Monday, October 2, 2017

Day 26 - Nipigon ON to Sault Ste. Marie ON

September 2017

It is 0 C and extremely foggy as we head to Tim Horton's for breakfast in the dark at 7:30.

This is a long day of driving on a single lane highway with lots of construction.
















The river originates at Chorus Lake and empties into Lake Superior near the community of Terrace Bay.

The Aguasabon is 70 kilometres (43 mi) in length, and plunges down 30 metres (98 ft) at the Aguasabon Falls. The river follows fractures in the 2.6 billion-year-old bedrock, and the exposed rock is granodiorite.








White River and Winnie the Pooh!

World-famous children’s character Winnie the Pooh was inspired by an orphaned bear cub, which was purchased from a trapper at White River by Captain Harry Colebourn, during WW I. He was a veternarian and his troop train had stopped at this Northern Ontario town enroute from Winnipeg.

Colebourn named Winnie for his home city (Winnipeg) and took her on to England as his troop's mascot. Before shipping on to France he left Winnie at the London Zoo where she was discovered by author A.A. Milne’s delighted son Christopher. Winnie inspired Milne to write the children’s stories for his child.His son, Christopher Robin, added the Pooh.





Wawa's history is rich in mining, forestry, and the fur trade. Mining attempts began as early as the late 1660s.

William Teddy discovered gold on Wawa Lake in 1897. The population of Wawa village quickly grew with 1,700 claims staked in 1898. However, most gold production stopped by 1906. Beginning in 1914 with the completion of the Algoma Central Railway, gold production commenced again from 22 prospects.

In 1898, the town site at what is now called "the Mission" was registered as "Michipicoten City." In 1899, Wawa was surveyed and plotted as a town and registered as Wawa City. In the latter half of the 1950s, the town's name was temporarily changed to Jamestown in honour of Sir James Hamet Dunn, but it was later returned to Wawa at the request of the community's residents.


Sir James Hamet Dunn, 1st Baronet (October 29, 1874 – January 1, 1956) was a Canadian financier and industrialist during the first half of the 20th century. He is recognized chiefly for his 1935 rescue and subsequent 20-year presidency and proprietorship of Algoma Steel.
Click on the link above to learn more about Dunn, quite a fascinating piece of Camadian history.







 While Wawa was bustling with mining and forestry jobs back in 1960 when the first goose was first put up to welcome highway travellers, it has shrunk to 2,900 people since then and tourism is what keeps the town going.


The famous Wawa Goose Monument was replaced for Canada's 150th anniversary this year…a giant 4 ton statue of the Canadian Goose which proudly stands at the entrance to the town. In fact, it’s reported to be the most photographed landmark in North America.


A few of the painted Muskoka chairs on the deck. I know, Americans called them Adirondacks but we call them Muskoka, after our famous cottage country.






There were a few more geese in town.




Pancake Bay was the final location of the SS Edmund Fitzgerald, which sank in a fierce November storm in 1975. Gordon Lightfoot sings about the sinking.






Finally really to put our feet up in Sault Ste. Marie.

Sault Ste. Marie "Soo Saint Marie") is a city on the St. Marys River, close to the US-Canada border. It is the seat of the Algoma District and the third largest city in Northern Ontario, after Sudbury and Thunder Bay.

To the south, across the river, is the United States and the city of Sault Ste. Marie, Michigan. These two communities were one city until a new treaty after the War of 1812 established the border between Canada and the United States in this area at the St. Mary's River.






1 comment:

  1. Those misty shots are marvelous!

    Good to see the new goose at Wawa!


» Work task: Nothing but the lines from the one containing "Give me the" through the last line of the data below should be returned, each exactly as it stands, pictures excluded.

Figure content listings
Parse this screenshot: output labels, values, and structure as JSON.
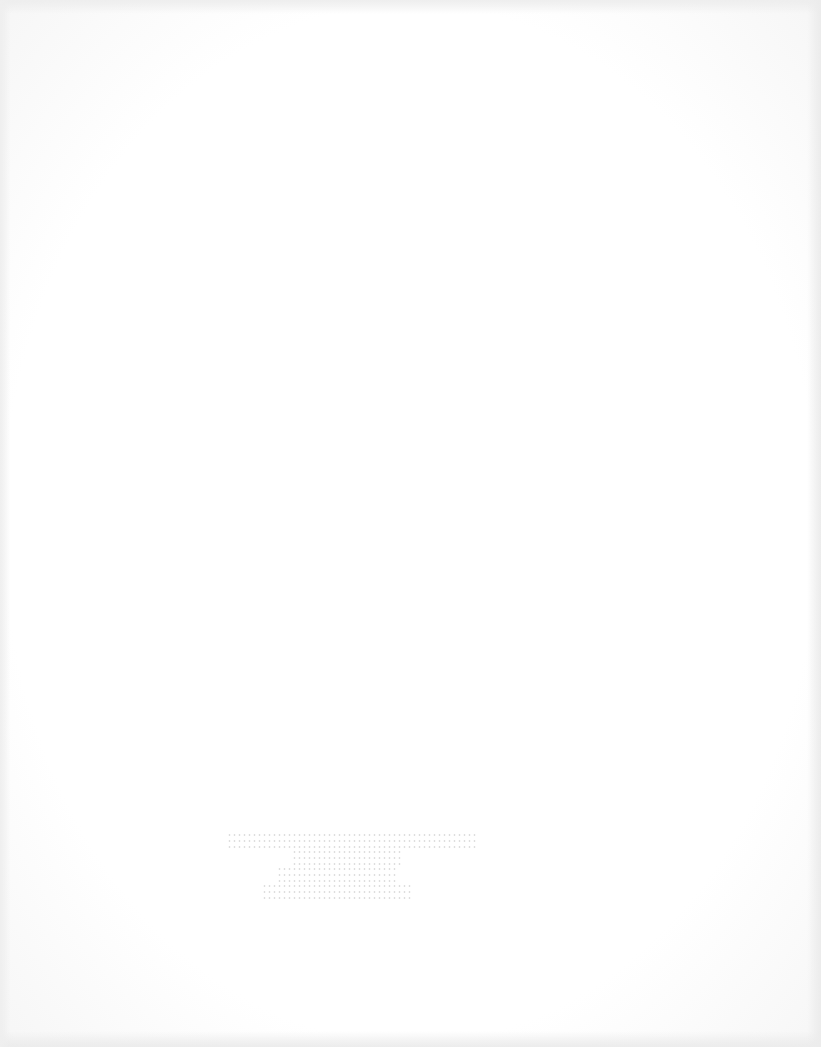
{
  "document": {
    "type": "scanned-page",
    "background_color": "#ffffff",
    "visible_text_legible": false,
    "bleed_through_block": {
      "line_count": 4,
      "lines": [
        "",
        "",
        "",
        ""
      ]
    }
  }
}
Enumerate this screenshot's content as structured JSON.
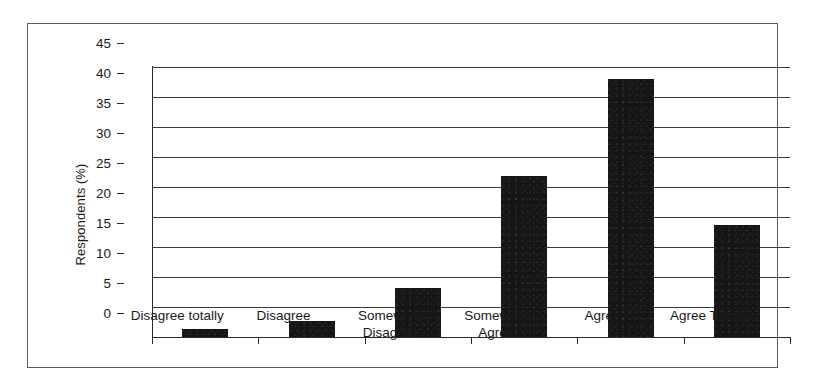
{
  "figure": {
    "background_color": "#ffffff",
    "frame_color": "#5b5b5b",
    "bar_color": "#151515",
    "axis_color": "#2a2a2a"
  },
  "chart_data": {
    "type": "bar",
    "title": "",
    "xlabel": "",
    "ylabel": "Respondents (%)",
    "categories": [
      "Disagree totally",
      "Disagree",
      "Somewhat\nDisagree",
      "Somewhat\nAgree",
      "Agree",
      "Agree Totally"
    ],
    "values": [
      1.3,
      2.7,
      8.2,
      26.9,
      43.0,
      18.7
    ],
    "ylim": [
      0,
      45
    ],
    "ytick_labels": [
      "0",
      "5",
      "10",
      "15",
      "20",
      "25",
      "30",
      "35",
      "40",
      "45"
    ],
    "ytick_values": [
      0,
      5,
      10,
      15,
      20,
      25,
      30,
      35,
      40,
      45
    ],
    "grid": true,
    "grid_axis": "y",
    "legend": false,
    "legend_position": "none"
  }
}
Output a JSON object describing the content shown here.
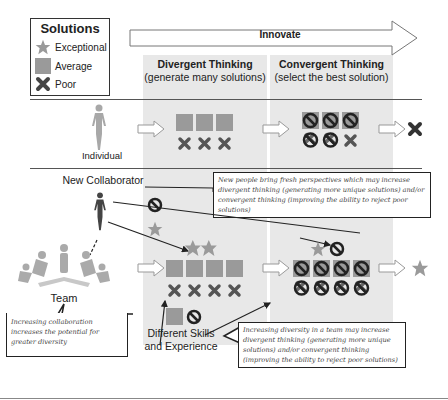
{
  "legend": {
    "title": "Solutions",
    "items": [
      {
        "icon": "star-icon",
        "label": "Exceptional"
      },
      {
        "icon": "square-icon",
        "label": "Average"
      },
      {
        "icon": "x-icon",
        "label": "Poor"
      }
    ]
  },
  "header": {
    "arrow_label": "Innovate",
    "divergent": {
      "title": "Divergent Thinking",
      "subtitle": "(generate many solutions)"
    },
    "convergent": {
      "title": "Convergent Thinking",
      "subtitle": "(select the best solution)"
    }
  },
  "rows": {
    "individual": {
      "label": "Individual",
      "divergent": {
        "average": 3,
        "poor": 3
      },
      "convergent": {
        "rejected": 5,
        "kept_poor": 1
      },
      "outcome": "x-icon"
    },
    "team": {
      "label": "Team",
      "divergent": {
        "exceptional": 2,
        "average": 4,
        "poor": 4
      },
      "convergent": {
        "rejected": 8,
        "kept_exceptional": 1
      },
      "outcome": "star-icon"
    }
  },
  "labels": {
    "new_collaborator": "New Collaborator",
    "skills_line1": "Different Skills",
    "skills_line2": "and Experience"
  },
  "notes": {
    "new_people": "New people bring fresh perspectives which may increase divergent thinking (generating more unique solutions) and/or convergent thinking (improving the ability to reject poor solutions)",
    "collaboration": "Increasing collaboration increases the potential for greater diversity",
    "diversity": "Increasing diversity in a team may increase divergent thinking (generating more unique solutions) and/or convergent thinking (improving the ability to reject poor solutions)"
  },
  "colors": {
    "shape": "#9a9a9a",
    "dark": "#333333",
    "column_bg": "#e8e8e8"
  }
}
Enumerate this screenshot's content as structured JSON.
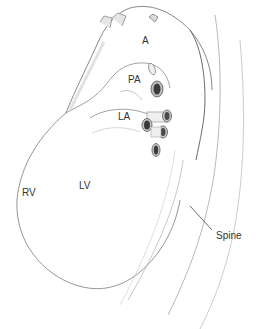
{
  "figure": {
    "type": "anatomical-illustration",
    "labels": [
      {
        "id": "aorta",
        "text": "A",
        "x": 146,
        "y": 38
      },
      {
        "id": "pulmonary-artery",
        "text": "PA",
        "x": 131,
        "y": 77
      },
      {
        "id": "left-atrium",
        "text": "LA",
        "x": 118,
        "y": 113
      },
      {
        "id": "right-ventricle",
        "text": "RV",
        "x": 22,
        "y": 188
      },
      {
        "id": "left-ventricle",
        "text": "LV",
        "x": 79,
        "y": 181
      },
      {
        "id": "spine",
        "text": "Spine",
        "x": 215,
        "y": 232
      }
    ],
    "colors": {
      "line": "#6a6a6a",
      "light_line": "#b8b8b8",
      "shade": "#d8d8d8",
      "vessel_dark": "#3a3a3a",
      "label": "#333333"
    }
  }
}
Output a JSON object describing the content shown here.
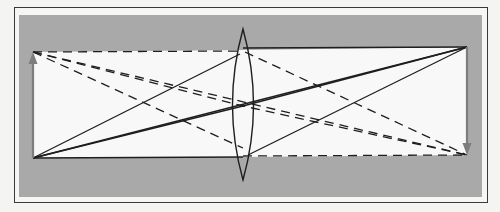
{
  "diagram": {
    "type": "thin-lens-ray-diagram",
    "colors": {
      "page_background": "#f4f4f2",
      "frame_border": "#3a3a3a",
      "panel_gray": "#a9a9a9",
      "band_white": "#f8f8f8",
      "ray_color": "#1e1e1e",
      "arrow_color": "#7d7d7d"
    },
    "object_arrow": {
      "x": 33,
      "y_base": 158,
      "y_tip": 52,
      "direction": "up"
    },
    "image_arrow": {
      "x": 467,
      "y_base": 47,
      "y_tip": 155,
      "direction": "down"
    },
    "lens": {
      "type": "biconvex",
      "center_x": 243,
      "top_y": 29,
      "bottom_y": 180,
      "half_width": 11
    },
    "rays": {
      "solid": [
        {
          "from": [
            33,
            158
          ],
          "to": [
            467,
            47
          ]
        },
        {
          "from": [
            33,
            158
          ],
          "to": [
            243,
            106
          ],
          "then": [
            467,
            47
          ]
        }
      ],
      "dashed": [
        {
          "from": [
            33,
            52
          ],
          "to": [
            467,
            155
          ]
        },
        {
          "from": [
            33,
            52
          ],
          "to": [
            243,
            106
          ],
          "then": [
            467,
            155
          ]
        },
        {
          "from": [
            33,
            52
          ],
          "to": [
            243,
            52
          ],
          "then": [
            467,
            155
          ]
        },
        {
          "from": [
            243,
            155
          ],
          "to": [
            467,
            155
          ]
        }
      ],
      "band_top_solid": {
        "from": [
          243,
          47
        ],
        "to": [
          467,
          47
        ]
      },
      "band_bottom_solid": {
        "from": [
          33,
          158
        ],
        "to": [
          243,
          158
        ]
      },
      "extra_solid": [
        {
          "from": [
            33,
            158
          ],
          "to": [
            243,
            52
          ],
          "then": [
            467,
            47
          ]
        },
        {
          "from": [
            243,
            155
          ],
          "to": [
            467,
            47
          ]
        }
      ]
    }
  }
}
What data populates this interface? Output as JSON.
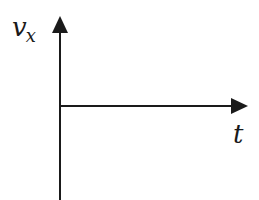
{
  "diagram": {
    "type": "velocity-time axes",
    "y_axis": {
      "label_main": "v",
      "label_sub": "x",
      "label_full": "v_x"
    },
    "x_axis": {
      "label": "t"
    },
    "colors": {
      "axis": "#1a1a1a",
      "background": "#ffffff"
    }
  }
}
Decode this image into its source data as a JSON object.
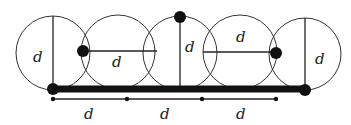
{
  "diagram": {
    "colors": {
      "stroke": "#222222",
      "fill": "#111111",
      "background": "#ffffff"
    },
    "circles": [
      {
        "cx": 53,
        "cy": 53,
        "r": 37
      },
      {
        "cx": 118,
        "cy": 52,
        "r": 37
      },
      {
        "cx": 180,
        "cy": 53,
        "r": 37
      },
      {
        "cx": 240,
        "cy": 52,
        "r": 37
      },
      {
        "cx": 305,
        "cy": 54,
        "r": 36
      }
    ],
    "labels": {
      "circle1": "d",
      "circle2": "d",
      "circle3": "d",
      "circle4": "d",
      "circle5": "d",
      "span1": "d",
      "span2": "d",
      "span3": "d"
    }
  }
}
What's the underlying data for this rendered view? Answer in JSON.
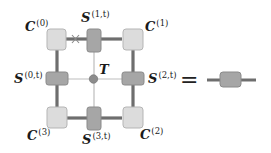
{
  "diagram": {
    "corners": [
      {
        "id": "C0",
        "base": "C",
        "sup": "(0)"
      },
      {
        "id": "C1",
        "base": "C",
        "sup": "(1)"
      },
      {
        "id": "C2",
        "base": "C",
        "sup": "(2)"
      },
      {
        "id": "C3",
        "base": "C",
        "sup": "(3)"
      }
    ],
    "edges": [
      {
        "id": "S0",
        "base": "S",
        "sup": "(0,t)"
      },
      {
        "id": "S1",
        "base": "S",
        "sup": "(1,t)"
      },
      {
        "id": "S2",
        "base": "S",
        "sup": "(2,t)"
      },
      {
        "id": "S3",
        "base": "S",
        "sup": "(3,t)"
      }
    ],
    "center": {
      "id": "T",
      "label": "T"
    },
    "equals": "=",
    "cross_mark": "×",
    "colors": {
      "corner_fill": "#dcdcdc",
      "corner_stroke": "#b5b5b5",
      "edge_fill": "#a6a6a6",
      "edge_stroke": "#8a8a8a",
      "thick_line": "#6e6e6e",
      "thin_line": "#bdbdbd",
      "center_dot": "#8c8c8c"
    }
  }
}
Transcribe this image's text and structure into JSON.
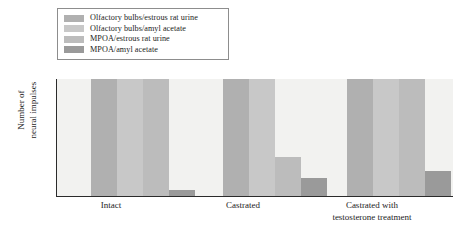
{
  "chart_data": {
    "type": "bar",
    "title": "",
    "xlabel": "",
    "ylabel_lines": [
      "Number of",
      "neural impulses"
    ],
    "ylabel": "Number of neural impulses",
    "categories": [
      "Intact",
      "Castrated",
      "Castrated with testosterone treatment"
    ],
    "category_lines": [
      [
        "Intact"
      ],
      [
        "Castrated"
      ],
      [
        "Castrated with",
        "testosterone treatment"
      ]
    ],
    "series": [
      {
        "name": "Olfactory bulbs/estrous rat urine",
        "color": "#b0b0b0",
        "values": [
          100,
          100,
          100
        ]
      },
      {
        "name": "Olfactory bulbs/amyl acetate",
        "color": "#c8c8c8",
        "values": [
          100,
          100,
          100
        ]
      },
      {
        "name": "MPOA/estrous rat urine",
        "color": "#bcbcbc",
        "values": [
          100,
          34,
          100
        ]
      },
      {
        "name": "MPOA/amyl acetate",
        "color": "#9a9a9a",
        "values": [
          6,
          16,
          22
        ]
      }
    ],
    "ylim": [
      0,
      100
    ],
    "y_ticks": [],
    "grid": false,
    "legend_position": "above-plot-left",
    "plot_background": "#f2f2f0",
    "axis_color": "#2b2b2b"
  },
  "legend": {
    "items": [
      {
        "label": "Olfactory bulbs/estrous rat urine",
        "color": "#b0b0b0"
      },
      {
        "label": "Olfactory bulbs/amyl acetate",
        "color": "#c8c8c8"
      },
      {
        "label": "MPOA/estrous rat urine",
        "color": "#bcbcbc"
      },
      {
        "label": "MPOA/amyl acetate",
        "color": "#9a9a9a"
      }
    ]
  }
}
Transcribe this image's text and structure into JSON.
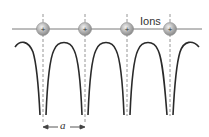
{
  "diagram": {
    "labels": {
      "ions": "Ions",
      "lattice_constant": "a"
    },
    "ions": [
      {
        "x": 43,
        "y": 29,
        "symbol": "+"
      },
      {
        "x": 85,
        "y": 29,
        "symbol": "+"
      },
      {
        "x": 127,
        "y": 29,
        "symbol": "+"
      },
      {
        "x": 170,
        "y": 29,
        "symbol": "+"
      }
    ],
    "colors": {
      "line": "#777777",
      "curve": "#2a2a2a",
      "dash": "#888888",
      "ion_fill": "#a0a0a0",
      "ion_edge": "#888888"
    }
  }
}
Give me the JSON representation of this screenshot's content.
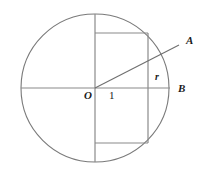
{
  "figure": {
    "kind": "geometry-diagram",
    "background_color": "#ffffff",
    "stroke_color": "#7a7a7a",
    "label_color": "#1a1a1a",
    "labels": [
      {
        "id": "label-A",
        "text": "A",
        "x": 186,
        "y": 44,
        "style": "italic-bold",
        "size": 11
      },
      {
        "id": "label-r",
        "text": "r",
        "x": 155,
        "y": 80,
        "style": "italic-bold",
        "size": 10
      },
      {
        "id": "label-B",
        "text": "B",
        "x": 178,
        "y": 92,
        "style": "italic-bold",
        "size": 11
      },
      {
        "id": "label-O",
        "text": "O",
        "x": 84,
        "y": 99,
        "style": "italic-bold",
        "size": 11
      },
      {
        "id": "label-one",
        "text": "1",
        "x": 109,
        "y": 99,
        "style": "plain",
        "size": 11
      }
    ],
    "circle": {
      "center_x": 95,
      "center_y": 88,
      "radius": 74
    },
    "horizontal_diameter": {
      "x1": 21,
      "y1": 88,
      "x2": 170,
      "y2": 88
    },
    "vertical_diameter": {
      "x1": 95,
      "y1": 14,
      "x2": 95,
      "y2": 162
    },
    "rectangle": {
      "left": 95,
      "right": 148,
      "top": 33,
      "bottom": 143
    },
    "radius_segment": {
      "x1": 95,
      "y1": 88,
      "x2": 179,
      "y2": 45
    }
  }
}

» Written solution:
Give me the JSON representation of this screenshot's content.
{
  "figure": {
    "kind": "geometry-diagram",
    "background_color": "#ffffff",
    "stroke_color": "#7a7a7a",
    "label_color": "#1a1a1a",
    "labels": [
      {
        "id": "label-A",
        "text": "A",
        "x": 186,
        "y": 44,
        "style": "italic-bold",
        "size": 11
      },
      {
        "id": "label-r",
        "text": "r",
        "x": 155,
        "y": 80,
        "style": "italic-bold",
        "size": 10
      },
      {
        "id": "label-B",
        "text": "B",
        "x": 178,
        "y": 92,
        "style": "italic-bold",
        "size": 11
      },
      {
        "id": "label-O",
        "text": "O",
        "x": 84,
        "y": 99,
        "style": "italic-bold",
        "size": 11
      },
      {
        "id": "label-one",
        "text": "1",
        "x": 109,
        "y": 99,
        "style": "plain",
        "size": 11
      }
    ],
    "circle": {
      "center_x": 95,
      "center_y": 88,
      "radius": 74
    },
    "horizontal_diameter": {
      "x1": 21,
      "y1": 88,
      "x2": 170,
      "y2": 88
    },
    "vertical_diameter": {
      "x1": 95,
      "y1": 14,
      "x2": 95,
      "y2": 162
    },
    "rectangle": {
      "left": 95,
      "right": 148,
      "top": 33,
      "bottom": 143
    },
    "radius_segment": {
      "x1": 95,
      "y1": 88,
      "x2": 179,
      "y2": 45
    }
  }
}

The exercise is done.